With all the history surrounding the home and the fact it is well into its second century of existence, the irony is that Duffy came across the property while searching on the Internet.

Duffy and Peoples are retired U.S. government workers who moved here from Washington, D.C., in 2008. They have been together for 32 years and married for 12. They came to Tucson for many of the standard reasons, the sunshine and weather, and Tucson doesn’t have all the big-city issues that come with living in Phoenix or Los Angeles.

They bought a home near Fort Lowell Road and Campbell Avenue where they were living until they decided last year to find something with some history in a location like Armory Park, a place with β€œwalkability.”

β€œWe were looking forward to living in an old neighborhood where you can walk to places,” Peoples said. β€œWe didn’t mind living in an old house because we had done that before. We didn’t even mind renovating an old house because we had done that before, but never on this scale.”

Stertz, the contractor and president of Stertz Construction, said he prepared the couple for what they eventually experienced, that as the renovation went along, they were going to come across issues that they couldn’t see until they started taking the house apart.

β€œYou need to make sure that they’re focused on the conversation you have right at the very beginning,” Stertz said. β€œIt was a livable home. The biggest thing you do with a homeowner is you say, β€˜Listen, we’re taking a perfectly good home, and we’re going to make it unlivable.’”

And it was exactly that for six months after Duffy and Peoples bought the home.

In the main portion of the house, Duffy said, the wood floor in the kitchen was removed to reveal there was no foundation underneath, just another wood floor and then dirt. A foundation had to be built to support the kitchen and a refurbished floor, and keep the house from sagging on that end, Stertz said. They salvaged as much of the original wood as possible, had it re-milled, and laid it down again.

Stertz preserved the wooden beamed ceiling in the zaguΓ‘n hall and made sure that not even a drop of paint disrupted the look.

There’s new plumbing and wiring, central air and heatβ€”the house had been cooled with window units and heated with portable heatersβ€”and it is now wired for technology for cable and Internet.

Duffy and Peoples were able to move in last November, but the work was just beginning in the back portion of the house where a 2015 structure replaced the metal and termite-infested wood structures that were taken down.

Today, the backyard has a ranch-style feel to it with a long, south-facing porch suitable for daytime or evening sit-downs with a cup of coffee or a glass of wine.
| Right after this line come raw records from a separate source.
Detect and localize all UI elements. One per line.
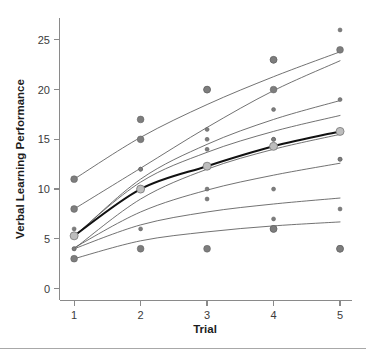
average-point	[137, 185, 145, 193]
x-tick-label: 3	[204, 309, 210, 321]
data-point	[71, 255, 78, 262]
x-tick-label: 4	[270, 309, 276, 321]
data-point	[270, 86, 277, 93]
data-point	[270, 56, 277, 63]
verbal-learning-spaghetti-plot: 0510152025 12345 Trial Verbal Learning P…	[0, 0, 366, 357]
data-point	[272, 187, 276, 191]
data-point	[270, 225, 277, 232]
data-point	[205, 197, 209, 201]
data-point	[137, 116, 144, 123]
y-tick-label: 25	[38, 34, 50, 46]
data-point	[137, 245, 144, 252]
data-point	[272, 108, 276, 112]
data-point	[71, 206, 78, 213]
y-tick-label: 0	[44, 283, 50, 295]
data-point	[204, 245, 211, 252]
average-point	[270, 142, 278, 150]
data-point	[338, 207, 342, 211]
data-point	[272, 137, 276, 141]
chart-figure: 0510152025 12345 Trial Verbal Learning P…	[0, 0, 366, 357]
x-axis-title: Trial	[193, 323, 217, 335]
data-point	[139, 227, 143, 231]
average-point	[70, 232, 78, 240]
y-tick-label: 15	[38, 133, 50, 145]
x-tick-label: 1	[71, 309, 77, 321]
average-point	[336, 127, 344, 135]
x-tick-label: 5	[337, 309, 343, 321]
data-point	[137, 136, 144, 143]
data-point	[205, 137, 209, 141]
data-point	[338, 98, 342, 102]
data-point	[338, 28, 342, 32]
data-point	[139, 167, 143, 171]
y-axis-title: Verbal Learning Performance	[14, 79, 26, 239]
y-tick-label: 10	[38, 183, 50, 195]
data-point	[72, 247, 76, 251]
data-point	[204, 86, 211, 93]
y-tick-label: 5	[44, 233, 50, 245]
data-point	[337, 46, 344, 53]
data-point	[338, 157, 342, 161]
data-point	[71, 176, 78, 183]
footer-divider	[0, 348, 366, 349]
data-point	[72, 227, 76, 231]
data-point	[272, 217, 276, 221]
data-point	[205, 187, 209, 191]
data-point	[337, 245, 344, 252]
y-tick-label: 20	[38, 84, 50, 96]
average-point	[203, 162, 211, 170]
data-point	[205, 127, 209, 131]
data-point	[205, 147, 209, 151]
x-tick-label: 2	[138, 309, 144, 321]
There is now a casita at the back of the property for guests. The yard has desert landscaping with plenty of room for their two dogs to roam. A white picket fence surrounds the property, matching the fence they saw in a photo of the historic Roskruge house across the street.

But with all the new construction, Duffy said they were careful to build in the footprint of the original structure to maintain the historic integrity of the property.
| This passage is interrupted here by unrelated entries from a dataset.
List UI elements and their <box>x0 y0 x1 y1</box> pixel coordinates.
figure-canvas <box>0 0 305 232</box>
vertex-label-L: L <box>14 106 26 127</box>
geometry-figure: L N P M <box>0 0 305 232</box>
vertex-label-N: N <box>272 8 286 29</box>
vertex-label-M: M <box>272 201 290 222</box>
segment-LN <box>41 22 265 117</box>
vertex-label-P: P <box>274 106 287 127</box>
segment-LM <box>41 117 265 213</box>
β€œThere was a stable, so we like to pretend the garage is where the stable was,” Duffy said. β€œBut we don’t know for sure where the stable was.”

It was that type of imagination that inspired Stertz during the long renovation process.

β€œThe amount of study Bill and Ken did was really impressive,” Stertz said. β€œIt was truly a work of love from our team’s point of view. We loved the outcome. That’s going to take this home many decades into the future.”